Shevek wrote:
I appreciate the political constraints introduced by attempting to
cooperate with uncooperative parties with differing agendas to that of
SPF, but what is being achieved here is a total destruction of the utility
of the protocol.
It seems like we are spending an inordinate amount of time on repudiating
Microsoft's SPF proposals/extensions... Pretty soon Meng is going to have a
mauled twig instead of an olive branch, eh?
Well, I was one of those who called the SUMITTER idea "brilliant", but now I'm
finding it less attractive.
Shevek wrote:
There is a suggestion to extend the mail protocol to have both SUBMITTER,
the "responsible address" or PRA, and MAIL FROM, the "origial source" of
the message. The PRA is validated according to SPF rules. The MAIL FROM
recieves bounces.
But suddenly we are verifying one address and sending bounces to another!
Ok, so the only valid counter-argument I can think of is:
"Everyone will be using whitelists, so the SUBMITTER will have to be on your
whitelist to create these forged bounces. If they start forging, remove them
from your whitelist."
However, if many of the whitelists are publicly maintained (not per-MTA), a
spammer with a whitelisted domain (or cache of them) could create a huge number
of forged bounces via all the subscribed MTAs before being noticed and
de-listed.
Greg Connor wrote:
I believe 1. that having a SUBMITTER value that
is guaranteed to Pass is good, even if we may be vulnerable to bouncing to
someone innocent, and 2. that there is no advantage to spammers to do so...
they are not getting their message in front of new eyeballs inaccessible to
them before, so there is no reason for them to go to the effort of
redirecting their bounces (and exposing their identity to do so) if it
doesn't buy them anything.
It buys them the ability to not receive the bounces (perhaps do DoS attack on
small guys) for the cost of a domain. Maybe not a really cost effective plan,
but I find that some people (especially spammers) will exploit a security whole
just because it exists.
Ideally, the cost of the domain and/or whitelisting would be very high, but
that isn't the case right now (when SUBMITTER is most relevant).
Finally, I've thought a lot about SRS vs. SUBMITTER in the past few days.
SRS:
ugly
not exploitable
requires upgrading only the MTAs which forward
SUBMITTER:
pretty
bounce forgery is exploitable
requires upgrading ALL MTA which wants to receive a forward (much larger pool)
Personally, I prefer the ugly guy who gets the job done right.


→ **Task to carry out**
An exact copy of every entry is required, minus the pictures.

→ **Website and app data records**
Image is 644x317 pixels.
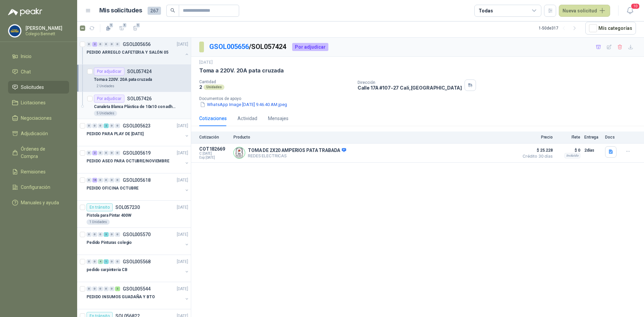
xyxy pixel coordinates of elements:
a: 0 2 0 0 0 0 GSOL005656[DATE] PEDIDO ARREGLO CAFETERIA Y SALÓN 05 [86,40,190,62]
div: 0 [92,232,97,237]
p: [DATE] [176,42,188,47]
p: SOL057426 [127,96,151,101]
p: SOL057230 [115,205,140,210]
button: 10 [624,5,635,16]
a: 0 2 0 0 0 0 GSOL005619[DATE] PEDIDO ASEO PARA OCTUBRE/NOVIEMBRE [86,149,190,171]
div: 0 [92,123,97,129]
a: Por adjudicarSOL057426Canaleta Blanca Plástica de 10x10 con adhesivo5 Unidades [77,92,191,119]
button: 1 [117,23,127,34]
button: 1 [130,23,140,34]
div: Cotizaciones [199,115,227,122]
span: Configuración [21,184,50,191]
div: Mensajes [268,115,288,122]
div: 1 Unidades [86,219,110,225]
p: COT182669 [199,146,229,152]
a: Negociaciones [8,112,69,125]
p: REDES ELECTRICAS [248,154,346,158]
div: 16 [92,178,97,183]
span: Crédito 30 días [519,154,552,158]
p: Colegio Bennett [26,32,67,36]
div: 2 Unidades [94,84,117,89]
p: pedido carpinteria CB [86,267,127,273]
span: Solicitudes [21,84,44,91]
a: Por adjudicarSOL057424Toma a 220V. 20A pata cruzada2 Unidades [77,65,191,92]
p: Precio [519,135,552,140]
p: [DATE] [176,259,188,265]
p: PEDIDO OFICINA OCTUBRE [86,185,138,192]
span: 1 [109,22,114,28]
div: 3 [115,287,120,291]
div: 0 [98,287,103,291]
a: 0 0 0 2 0 0 GSOL005623[DATE] PEDIDO PARA PLAY DE [DATE] [86,122,190,143]
p: [DATE] [176,204,188,211]
span: search [171,8,175,13]
span: Negociaciones [21,115,51,122]
p: Cantidad [199,80,352,84]
p: Producto [233,135,515,140]
span: $ 25.228 [519,146,552,154]
img: Logo peakr [8,8,42,16]
a: Adjudicación [8,127,69,140]
p: Toma a 220V. 20A pata cruzada [94,76,152,83]
div: 0 [92,287,97,291]
div: Por adjudicar [292,43,329,51]
a: 0 0 0 3 0 0 GSOL005570[DATE] Pedido Pinturas colegio [86,231,190,252]
div: 0 [86,123,92,129]
div: 0 [86,178,92,183]
div: 0 [115,42,120,47]
p: Documentos de apoyo [199,96,641,101]
span: Licitaciones [21,99,45,106]
div: 4 [98,260,103,264]
div: Por adjudicar [94,95,124,103]
span: Órdenes de Compra [21,145,63,160]
button: WhatsApp Image [DATE] 9.46.40 AM.jpeg [199,101,288,108]
div: Incluido [564,153,580,158]
div: 0 [92,260,97,264]
a: Chat [8,65,69,78]
span: Chat [21,68,31,76]
p: Cotización [199,135,229,140]
p: GSOL005623 [122,123,151,129]
p: [DATE] [176,286,188,293]
div: 0 [98,178,103,183]
p: PEDIDO ARREGLO CAFETERIA Y SALÓN 05 [86,49,169,56]
div: 0 [109,42,115,47]
p: Calle 17A #107-27 Cali , [GEOGRAPHIC_DATA] [358,85,462,90]
div: 0 [103,42,109,47]
p: GSOL005568 [122,260,151,264]
a: 0 0 0 0 0 3 GSOL005544[DATE] PEDIDO INSUMOS GUADAÑA Y BTO [86,285,190,306]
p: Pistola para Pintar 400W [86,212,132,219]
div: 0 [109,151,115,156]
p: [DATE] [176,150,188,156]
div: 1 - 50 de 317 [539,23,579,34]
a: Remisiones [8,165,69,178]
div: 0 [86,151,92,156]
img: Company Logo [234,148,245,158]
p: [DATE] [176,231,188,238]
button: 1 [103,23,114,34]
div: 1 [103,260,109,264]
p: Entrega [584,135,601,140]
p: SOL057424 [127,69,151,74]
div: Por adjudicar [94,67,124,76]
div: En tránsito [86,204,113,212]
div: 0 [115,123,120,129]
p: GSOL005619 [122,151,151,156]
div: 0 [98,123,103,129]
div: 0 [103,151,109,156]
span: Manuales y ayuda [21,199,59,206]
a: 0 0 4 1 0 0 GSOL005568[DATE] pedido carpinteria CB [86,258,190,279]
p: PEDIDO ASEO PARA OCTUBRE/NOVIEMBRE [86,158,169,165]
div: 0 [98,42,103,47]
div: 0 [115,151,120,156]
div: 2 [92,42,97,47]
a: GSOL005656 [209,43,249,51]
img: Company Logo [9,24,21,38]
div: Todas [479,7,493,14]
div: 0 [109,287,115,291]
div: 0 [115,260,120,264]
div: 0 [115,178,120,183]
p: GSOL005544 [122,287,151,291]
p: Toma a 220V. 20A pata cruzada [199,67,284,74]
p: GSOL005618 [122,178,151,183]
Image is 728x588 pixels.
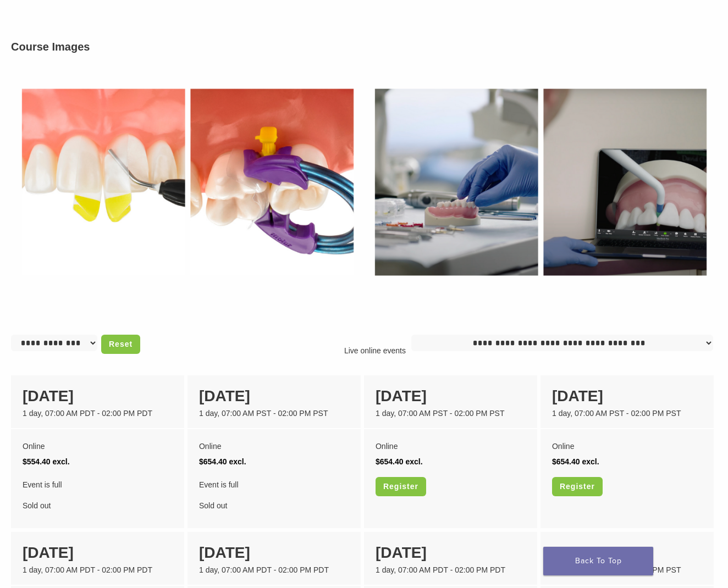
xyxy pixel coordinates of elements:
[199,407,349,419] div: 1 day, 07:00 AM PST - 02:00 PM PST
[101,335,140,354] a: Reset
[552,438,702,454] div: Online
[552,477,602,496] a: Register
[199,438,349,454] div: Online
[23,407,173,419] div: 1 day, 07:00 AM PDT - 02:00 PM PDT
[543,547,653,575] a: Back To Top
[375,438,525,454] div: Online
[23,385,173,407] div: [DATE]
[199,457,227,466] span: $654.40
[552,541,702,564] div: [DATE]
[199,541,349,564] div: [DATE]
[339,345,411,357] p: Live online events
[552,457,580,466] span: $654.40
[582,457,599,466] span: excl.
[23,564,173,576] div: 1 day, 07:00 AM PDT - 02:00 PM PDT
[199,385,349,407] div: [DATE]
[199,477,349,493] span: Event is full
[375,564,525,576] div: 1 day, 07:00 AM PDT - 02:00 PM PDT
[375,385,525,407] div: [DATE]
[199,477,349,513] div: Sold out
[375,407,525,419] div: 1 day, 07:00 AM PST - 02:00 PM PST
[11,38,717,55] h3: Course Images
[199,564,349,576] div: 1 day, 07:00 AM PDT - 02:00 PM PDT
[552,385,702,407] div: [DATE]
[229,457,245,466] span: excl.
[405,457,422,466] span: excl.
[23,438,173,454] div: Online
[53,457,70,466] span: excl.
[23,477,173,513] div: Sold out
[375,457,404,466] span: $654.40
[375,477,426,496] a: Register
[23,457,51,466] span: $554.40
[375,541,525,564] div: [DATE]
[23,477,173,493] span: Event is full
[23,541,173,564] div: [DATE]
[552,407,702,419] div: 1 day, 07:00 AM PST - 02:00 PM PST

→ **Result of the task**
Image is 644x317 pixels.
xyxy pixel coordinates of elements:
a: 0 2 0 0 0 0 GSOL005656[DATE] PEDIDO ARREGLO CAFETERIA Y SALÓN 05 [86,40,190,62]
div: 0 [92,232,97,237]
p: [DATE] [176,42,188,47]
p: SOL057426 [127,96,151,101]
p: SOL057230 [115,205,140,210]
button: 10 [624,5,635,16]
a: 0 2 0 0 0 0 GSOL005619[DATE] PEDIDO ASEO PARA OCTUBRE/NOVIEMBRE [86,149,190,171]
div: 0 [92,123,97,129]
a: Por adjudicarSOL057426Canaleta Blanca Plástica de 10x10 con adhesivo5 Unidades [77,92,191,119]
button: 1 [117,23,127,34]
button: 1 [130,23,140,34]
div: Cotizaciones [199,115,227,122]
span: Configuración [21,184,50,191]
div: Mensajes [268,115,288,122]
div: 1 Unidades [86,219,110,225]
p: COT182669 [199,146,229,152]
a: Negociaciones [8,112,69,125]
p: REDES ELECTRICAS [248,154,346,158]
div: 16 [92,178,97,183]
span: Crédito 30 días [519,154,552,158]
p: Colegio Bennett [26,32,67,36]
div: 2 Unidades [94,84,117,89]
p: pedido carpinteria CB [86,267,127,273]
span: Solicitudes [21,84,44,91]
a: Por adjudicarSOL057424Toma a 220V. 20A pata cruzada2 Unidades [77,65,191,92]
p: Precio [519,135,552,140]
p: [DATE] [176,259,188,265]
p: PEDIDO OFICINA OCTUBRE [86,185,138,192]
span: 1 [109,22,114,28]
div: 3 [115,287,120,291]
div: 0 [98,287,103,291]
a: 0 0 0 2 0 0 GSOL005623[DATE] PEDIDO PARA PLAY DE [DATE] [86,122,190,143]
p: [DATE] [176,204,188,211]
span: search [171,8,175,13]
span: Negociaciones [21,115,51,122]
p: Cantidad [199,80,352,84]
p: Producto [233,135,515,140]
span: $ 25.228 [519,146,552,154]
img: Logo peakr [8,8,42,16]
a: Adjudicación [8,127,69,140]
p: Toma a 220V. 20A pata cruzada [94,76,152,83]
div: 0 [92,287,97,291]
div: Por adjudicar [292,43,329,51]
a: 0 0 0 3 0 0 GSOL005570[DATE] Pedido Pinturas colegio [86,231,190,252]
div: 0 [86,123,92,129]
div: 0 [86,178,92,183]
div: 0 [115,42,120,47]
p: Documentos de apoyo [199,96,641,101]
span: Licitaciones [21,99,45,106]
div: 4 [98,260,103,264]
div: Por adjudicar [94,95,124,103]
span: Órdenes de Compra [21,145,63,160]
button: WhatsApp Image [DATE] 9.46.40 AM.jpeg [199,101,288,108]
div: Incluido [564,153,580,158]
div: 0 [92,260,97,264]
a: Chat [8,65,69,78]
span: Chat [21,68,31,76]
p: Cotización [199,135,229,140]
p: GSOL005623 [122,123,151,129]
p: [DATE] [176,286,188,293]
div: 0 [98,178,103,183]
p: PEDIDO ARREGLO CAFETERIA Y SALÓN 05 [86,49,169,56]
div: 0 [109,42,115,47]
p: Calle 17A #107-27 Cali , [GEOGRAPHIC_DATA] [358,85,462,90]
div: 0 [103,42,109,47]
p: GSOL005568 [122,260,151,264]
a: 0 0 0 0 0 3 GSOL005544[DATE] PEDIDO INSUMOS GUADAÑA Y BTO [86,285,190,306]
p: Pistola para Pintar 400W [86,212,132,219]
div: 0 [109,151,115,156]
p: [DATE] [176,150,188,156]
div: 1 - 50 de 317 [539,23,579,34]
a: Remisiones [8,165,69,178]
div: 0 [86,151,92,156]
img: Company Logo [234,148,245,158]
p: [DATE] [176,231,188,238]
button: 1 [103,23,114,34]
div: 1 [103,260,109,264]
p: Entrega [584,135,601,140]
p: SOL057424 [127,69,151,74]
div: Por adjudicar [94,67,124,76]
div: En tránsito [86,204,113,212]
div: 0 [115,123,120,129]
p: GSOL005619 [122,151,151,156]
div: 0 [98,123,103,129]
div: 0 [103,151,109,156]
span: Manuales y ayuda [21,199,59,206]
a: 0 0 4 1 0 0 GSOL005568[DATE] pedido carpinteria CB [86,258,190,279]
p: PEDIDO ASEO PARA OCTUBRE/NOVIEMBRE [86,158,169,165]
div: 0 [98,42,103,47]
div: 0 [115,151,120,156]
div: 2 [92,42,97,47]
a: GSOL005656 [209,43,249,51]
img: Company Logo [9,24,21,38]
div: Todas [479,7,493,14]
div: 0 [109,287,115,291]
div: 0 [115,260,120,264]
div: 0 [115,178,120,183]
p: GSOL005544 [122,287,151,291]
p: Toma a 220V. 20A pata cruzada [199,67,284,74]
p: GSOL005618 [122,178,151,183]
Image is 728x588 pixels.
xyxy pixel coordinates of elements:
[199,407,349,419] div: 1 day, 07:00 AM PST - 02:00 PM PST
[101,335,140,354] a: Reset
[552,438,702,454] div: Online
[552,477,602,496] a: Register
[199,438,349,454] div: Online
[23,407,173,419] div: 1 day, 07:00 AM PDT - 02:00 PM PDT
[543,547,653,575] a: Back To Top
[375,438,525,454] div: Online
[23,385,173,407] div: [DATE]
[199,457,227,466] span: $654.40
[552,541,702,564] div: [DATE]
[199,541,349,564] div: [DATE]
[339,345,411,357] p: Live online events
[552,457,580,466] span: $654.40
[582,457,599,466] span: excl.
[23,564,173,576] div: 1 day, 07:00 AM PDT - 02:00 PM PDT
[199,385,349,407] div: [DATE]
[199,477,349,493] span: Event is full
[375,564,525,576] div: 1 day, 07:00 AM PDT - 02:00 PM PDT
[375,385,525,407] div: [DATE]
[199,477,349,513] div: Sold out
[375,407,525,419] div: 1 day, 07:00 AM PST - 02:00 PM PST
[11,38,717,55] h3: Course Images
[199,564,349,576] div: 1 day, 07:00 AM PDT - 02:00 PM PDT
[552,385,702,407] div: [DATE]
[229,457,245,466] span: excl.
[405,457,422,466] span: excl.
[23,438,173,454] div: Online
[53,457,70,466] span: excl.
[23,477,173,513] div: Sold out
[375,457,404,466] span: $654.40
[375,477,426,496] a: Register
[23,457,51,466] span: $554.40
[375,541,525,564] div: [DATE]
[23,477,173,493] span: Event is full
[23,541,173,564] div: [DATE]
[552,407,702,419] div: 1 day, 07:00 AM PST - 02:00 PM PST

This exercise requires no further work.